Council on Environmental Quality Issues Long Awaited Guidance for Environmental Review Across Agencies

On September 29, 2025, the Council on Environmental Quality (CEQ) issued long-awaited guidance to formalize agencies’ individual efforts to implement the National Environmental Policy Act (NEPA).  After rescinding the CEQ regulations that shaped NEPA for 40+ years and bearing witness to various agencies’ independent efforts to issue their own NEPA rules, CEQ issued new guidance to more systematically guide the agencies’ efforts.  As CEQ notes, “NEPA implementation reform now has been called for, authorized, and directed by all three branches of government at the highest possible level: Congress, the President, and the Supreme Court.”  The guidance reflects direction from each.

Regulatory template.  Although CEQ leaves to each agency’s discretion whether to promulgate implementing procedures through rulemaking or guidance, CEQ’s guidance provides a regulatory “template.”  The template provides a uniform set of regulations with minimal need to add other detail, suggesting a desire by CEQ to maintain a consistent NEPA regulatory system across federal agencies despite CEQ’s rescission of its set of uniform regulations earlier this year.

Substantial flexibility.  Compared to CEQ’s rescinded regulations, both the guidance and template introduce significant flexibility for “agency discretion.”  CEQ directs agencies to implement NEPA in a manner consistent with recent judicial precedent, including the Supreme Court’s holding in Seven County, and suggests throughout that agencies should retain — and codify — its discretion to define whether NEPA applies (e.g., a “major Federal action”), the scope of an action’s “effects” that is subject to environmental review, and more.

Exemption for nondiscretionary acts.  Importantly, CEQ suggests that agencies codify a NEPA exemption for “nondiscretionary” acts, a major departure from the prior regulations’ silence on the topic.  Codifying that exemption could have major impacts in the future, as agencies seek to define “nondiscretionary” acts to which NEPA does not apply.  CEQ defines nondiscretionary acts in its template as “circumstances where Congress by statute has prescribed decisional criteria with sufficient completeness and precision such that [agency] retains no residual discretion to alter its action based on the consideration of environmental factors.”  The application of this new definition will likely open the door to litigation, particularly where agencies broadly define such “nondiscretionary” acts — a likely unintended consequence as the new term illustrates the current administration’s dual directives to limit both agency action and judicial review.

Project Sponsor Opt-In Fee.  Finally, CEQ urges agencies to account for and craft solutions implementing the One Big Beautiful Bill Act’s NEPA amendment adding a new Project Sponsor Opt-In Fee.  This provision allows project sponsors to pay an optional, upfront fee to federal agencies to expedite the NEPA environmental review process, resulting in shortened NEPA review deadlines that are ultimately coordinated through CEQ.

Overall, CEQ’s call for a streamlined, efficient, and predictable NEPA process across agencies should provide predictability across federal agencies regarding the level of analysis and time for environmental reviews.  We are likely to see growing pains and increased litigation, however, as the guidance is implemented to produce new regulations and those regulations are tested in federal courts.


# Task
Output the data below exactly, without images.

# Figure dataset records
+++

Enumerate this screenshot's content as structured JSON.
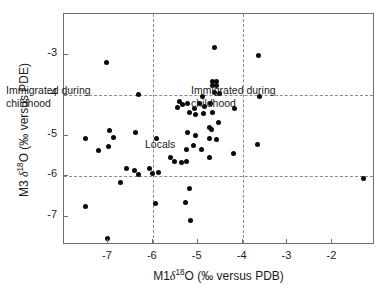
{
  "chart_data": {
    "type": "scatter",
    "title": "",
    "xlabel": "M1δ¹⁸O (‰ versus PDB)",
    "ylabel": "M3 δ¹⁸O (‰ versus PDE)",
    "xlabel_parts": {
      "pre": "M1",
      "sym": "δ",
      "sup": "18",
      "post": "O (‰ versus PDB)"
    },
    "ylabel_parts": {
      "pre": "M3 ",
      "sym": "δ",
      "sup": "18",
      "post": "O (‰ versus PDE)"
    },
    "xlim": [
      -7.98,
      -1.05
    ],
    "ylim": [
      -7.7,
      -2.0
    ],
    "xticks": [
      -7,
      -6,
      -5,
      -4,
      -3,
      -2
    ],
    "xticklabels": [
      "-7",
      "-6",
      "-5",
      "-4",
      "-3",
      "-2"
    ],
    "yticks": [
      -3,
      -4,
      -5,
      -6,
      -7
    ],
    "yticklabels": [
      "-3",
      "-4",
      "-5",
      "-6",
      "-7"
    ],
    "grid": false,
    "legend": null,
    "reference_lines": {
      "vertical": [
        -6.0,
        -4.0
      ],
      "horizontal": [
        -4.0,
        -6.0
      ],
      "style": "dashed"
    },
    "annotations": [
      {
        "text": "Immigrated during\nchildhood",
        "x": -7.85,
        "y": -4.35,
        "name": "annotation-left"
      },
      {
        "text": "Immigrated during\nchildhood",
        "x": -3.72,
        "y": -4.35,
        "name": "annotation-right"
      },
      {
        "text": "Locals",
        "x": -4.62,
        "y": -5.7,
        "name": "annotation-locals"
      }
    ],
    "series": [
      {
        "name": "individuals",
        "marker": "filled-circle",
        "color": "#0a0a0a",
        "points": [
          [
            -7.03,
            -3.2
          ],
          [
            -6.32,
            -3.99
          ],
          [
            -4.63,
            -2.83
          ],
          [
            -3.64,
            -3.02
          ],
          [
            -4.66,
            -3.77
          ],
          [
            -4.58,
            -3.77
          ],
          [
            -4.66,
            -3.66
          ],
          [
            -4.58,
            -3.66
          ],
          [
            -4.62,
            -3.93
          ],
          [
            -4.52,
            -3.97
          ],
          [
            -4.9,
            -4.04
          ],
          [
            -5.4,
            -4.17
          ],
          [
            -5.33,
            -4.24
          ],
          [
            -5.45,
            -4.3
          ],
          [
            -5.22,
            -4.22
          ],
          [
            -5.08,
            -4.32
          ],
          [
            -4.96,
            -4.21
          ],
          [
            -4.86,
            -4.28
          ],
          [
            -4.72,
            -4.2
          ],
          [
            -4.66,
            -4.44
          ],
          [
            -5.19,
            -4.42
          ],
          [
            -5.06,
            -4.47
          ],
          [
            -4.88,
            -4.46
          ],
          [
            -3.63,
            -4.04
          ],
          [
            -4.18,
            -4.33
          ],
          [
            -4.54,
            -4.68
          ],
          [
            -7.5,
            -5.08
          ],
          [
            -6.97,
            -4.88
          ],
          [
            -6.88,
            -5.05
          ],
          [
            -6.99,
            -5.28
          ],
          [
            -6.38,
            -4.93
          ],
          [
            -7.22,
            -5.37
          ],
          [
            -5.92,
            -5.08
          ],
          [
            -5.22,
            -4.92
          ],
          [
            -5.06,
            -5.0
          ],
          [
            -4.74,
            -4.81
          ],
          [
            -4.7,
            -4.86
          ],
          [
            -4.74,
            -5.08
          ],
          [
            -4.58,
            -5.09
          ],
          [
            -3.66,
            -5.21
          ],
          [
            -4.2,
            -5.44
          ],
          [
            -5.09,
            -5.25
          ],
          [
            -4.92,
            -5.34
          ],
          [
            -5.25,
            -5.35
          ],
          [
            -4.74,
            -5.54
          ],
          [
            -5.61,
            -5.55
          ],
          [
            -5.52,
            -5.63
          ],
          [
            -5.36,
            -5.67
          ],
          [
            -5.26,
            -5.65
          ],
          [
            -6.59,
            -5.8
          ],
          [
            -6.4,
            -5.86
          ],
          [
            -6.32,
            -5.96
          ],
          [
            -6.08,
            -5.81
          ],
          [
            -6.0,
            -5.93
          ],
          [
            -5.88,
            -5.9
          ],
          [
            -1.3,
            -6.05
          ],
          [
            -6.71,
            -6.16
          ],
          [
            -5.18,
            -6.31
          ],
          [
            -7.5,
            -6.75
          ],
          [
            -5.95,
            -6.68
          ],
          [
            -5.28,
            -6.64
          ],
          [
            -5.17,
            -7.09
          ],
          [
            -7.02,
            -7.54
          ]
        ]
      }
    ]
  }
}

+++

# Output for this exercise
Enumerate this screenshot's content as structured JSON.
{
  "chart_data": {
    "type": "scatter",
    "title": "",
    "xlabel": "M1δ¹⁸O (‰ versus PDB)",
    "ylabel": "M3 δ¹⁸O (‰ versus PDE)",
    "xlabel_parts": {
      "pre": "M1",
      "sym": "δ",
      "sup": "18",
      "post": "O (‰ versus PDB)"
    },
    "ylabel_parts": {
      "pre": "M3 ",
      "sym": "δ",
      "sup": "18",
      "post": "O (‰ versus PDE)"
    },
    "xlim": [
      -7.98,
      -1.05
    ],
    "ylim": [
      -7.7,
      -2.0
    ],
    "xticks": [
      -7,
      -6,
      -5,
      -4,
      -3,
      -2
    ],
    "xticklabels": [
      "-7",
      "-6",
      "-5",
      "-4",
      "-3",
      "-2"
    ],
    "yticks": [
      -3,
      -4,
      -5,
      -6,
      -7
    ],
    "yticklabels": [
      "-3",
      "-4",
      "-5",
      "-6",
      "-7"
    ],
    "grid": false,
    "legend": null,
    "reference_lines": {
      "vertical": [
        -6.0,
        -4.0
      ],
      "horizontal": [
        -4.0,
        -6.0
      ],
      "style": "dashed"
    },
    "annotations": [
      {
        "text": "Immigrated during\nchildhood",
        "x": -7.85,
        "y": -4.35,
        "name": "annotation-left"
      },
      {
        "text": "Immigrated during\nchildhood",
        "x": -3.72,
        "y": -4.35,
        "name": "annotation-right"
      },
      {
        "text": "Locals",
        "x": -4.62,
        "y": -5.7,
        "name": "annotation-locals"
      }
    ],
    "series": [
      {
        "name": "individuals",
        "marker": "filled-circle",
        "color": "#0a0a0a",
        "points": [
          [
            -7.03,
            -3.2
          ],
          [
            -6.32,
            -3.99
          ],
          [
            -4.63,
            -2.83
          ],
          [
            -3.64,
            -3.02
          ],
          [
            -4.66,
            -3.77
          ],
          [
            -4.58,
            -3.77
          ],
          [
            -4.66,
            -3.66
          ],
          [
            -4.58,
            -3.66
          ],
          [
            -4.62,
            -3.93
          ],
          [
            -4.52,
            -3.97
          ],
          [
            -4.9,
            -4.04
          ],
          [
            -5.4,
            -4.17
          ],
          [
            -5.33,
            -4.24
          ],
          [
            -5.45,
            -4.3
          ],
          [
            -5.22,
            -4.22
          ],
          [
            -5.08,
            -4.32
          ],
          [
            -4.96,
            -4.21
          ],
          [
            -4.86,
            -4.28
          ],
          [
            -4.72,
            -4.2
          ],
          [
            -4.66,
            -4.44
          ],
          [
            -5.19,
            -4.42
          ],
          [
            -5.06,
            -4.47
          ],
          [
            -4.88,
            -4.46
          ],
          [
            -3.63,
            -4.04
          ],
          [
            -4.18,
            -4.33
          ],
          [
            -4.54,
            -4.68
          ],
          [
            -7.5,
            -5.08
          ],
          [
            -6.97,
            -4.88
          ],
          [
            -6.88,
            -5.05
          ],
          [
            -6.99,
            -5.28
          ],
          [
            -6.38,
            -4.93
          ],
          [
            -7.22,
            -5.37
          ],
          [
            -5.92,
            -5.08
          ],
          [
            -5.22,
            -4.92
          ],
          [
            -5.06,
            -5.0
          ],
          [
            -4.74,
            -4.81
          ],
          [
            -4.7,
            -4.86
          ],
          [
            -4.74,
            -5.08
          ],
          [
            -4.58,
            -5.09
          ],
          [
            -3.66,
            -5.21
          ],
          [
            -4.2,
            -5.44
          ],
          [
            -5.09,
            -5.25
          ],
          [
            -4.92,
            -5.34
          ],
          [
            -5.25,
            -5.35
          ],
          [
            -4.74,
            -5.54
          ],
          [
            -5.61,
            -5.55
          ],
          [
            -5.52,
            -5.63
          ],
          [
            -5.36,
            -5.67
          ],
          [
            -5.26,
            -5.65
          ],
          [
            -6.59,
            -5.8
          ],
          [
            -6.4,
            -5.86
          ],
          [
            -6.32,
            -5.96
          ],
          [
            -6.08,
            -5.81
          ],
          [
            -6.0,
            -5.93
          ],
          [
            -5.88,
            -5.9
          ],
          [
            -1.3,
            -6.05
          ],
          [
            -6.71,
            -6.16
          ],
          [
            -5.18,
            -6.31
          ],
          [
            -7.5,
            -6.75
          ],
          [
            -5.95,
            -6.68
          ],
          [
            -5.28,
            -6.64
          ],
          [
            -5.17,
            -7.09
          ],
          [
            -7.02,
            -7.54
          ]
        ]
      }
    ]
  }
}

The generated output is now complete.